My professional engagement with AI began in early 2023, initially as a tool to support classroom planning and workload. In practice, it soon became clear this was not simply a matter of efficiency: AI was rapidly reshaping pupil experience and classroom practice.
Before joining the Big AI Project in January 2025 to draft national KS2 resources, I believed AI was primarily a future concern, something secondary schools or specialist settings would address once formal guidance arrived. That assumption did not stand. Working on the Big AI project and now on the Best Use of AI as part of the Rethinking School project has been a stark reminder that the educational landscape is already shifting. While many educators debate whether AI should be formally addressed, pupils are already using these tools independently.
In her January 2026 BETT speech, Education Secretary Bridget Phillipson described AI as ‘the biggest leap forward for learning in centuries.’ For practitioners, the challenge is immediate: pupils are engaging with AI now, and schools must adapt practice while policy and guidance are still emerging.
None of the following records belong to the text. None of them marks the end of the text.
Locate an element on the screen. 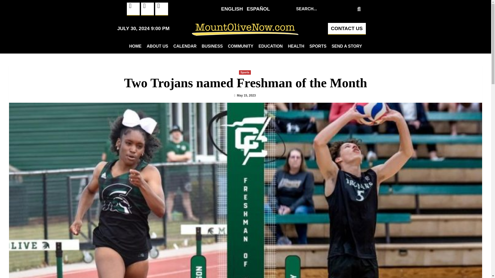 The image size is (495, 278). COMMUNITY is located at coordinates (240, 46).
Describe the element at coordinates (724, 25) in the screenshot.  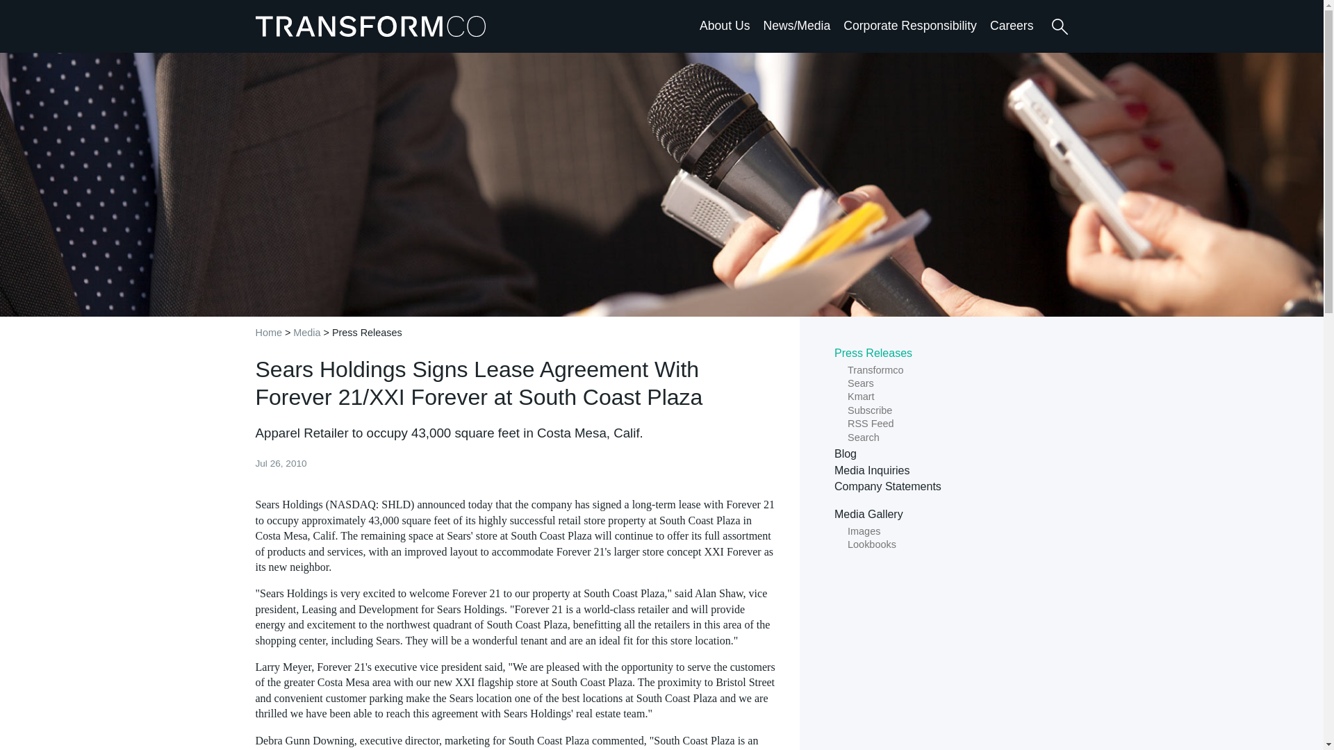
I see `About Us` at that location.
AI in KS2: beyond shortcuts
The Department for Education has published guidance on the safe and effective use of generative AI in schools, and the government has invested £23 million in expanding AI and edtech pilots across England. These initiatives demonstrate both the potential of AI in education and the need for careful, evidence-based implementation.
In KS2, the priority is not teaching pupils to generate answers from AI, but developing epistemic agency which is the ability to evaluate what is true, reliable and worthwhile. As the Secretary of State warned, AI must not ‘spoon-feed the cold mush of easy answers.’ In practice, I ask my Year 5 pupils:
‘If the AI provides the answer, who has done the learning, you or AI?’
Their responses reveal a significant challenge. When pupils are using AI independently, often without guidance, and without critical skills, they risk confusing output with understanding. Our role is to equip them with frameworks to use AI constructively.

Navigating the current: practical priorities
The pace of technological change is remarkable. AI has moved beyond simple chatbots into agentic systems, tools capable of acting as well as responding. Examples presented at BETT 2026 included adaptive AI supporting pupils with additional needs, illustrating its potential for personalised learning.
For all-through schools, three priorities are emerging:
- Early Years and KS1: Preserve social and cognitive foundations. No digital tool can replicate the learning that arises from human interaction and play.
- KS2: Use AI to extend thinking, not replace it. Support pupils to question, evaluate, and refine AI-generated ideas.
- Post-16: Prepare students for human–AI collaboration in the workforce, where AI fluency is increasingly fundamental.
Rethinking assessment and purpose
AI forces reflection on assessment itself. If a machine can pass conventional tests, what are they truly measuring? Our resources, launching this year, provide practical tools for teachers, but the courage to embrace uncertainty and rethink learning outcomes must come from educators.
AI will not replace the heart of a school. It will, however, reshape the conditions under which education is delivered. We do not need a completed handbook to act. In 2026, educators are called not only to teach but to learn alongside the technology that is and will shape our pupils’ futures.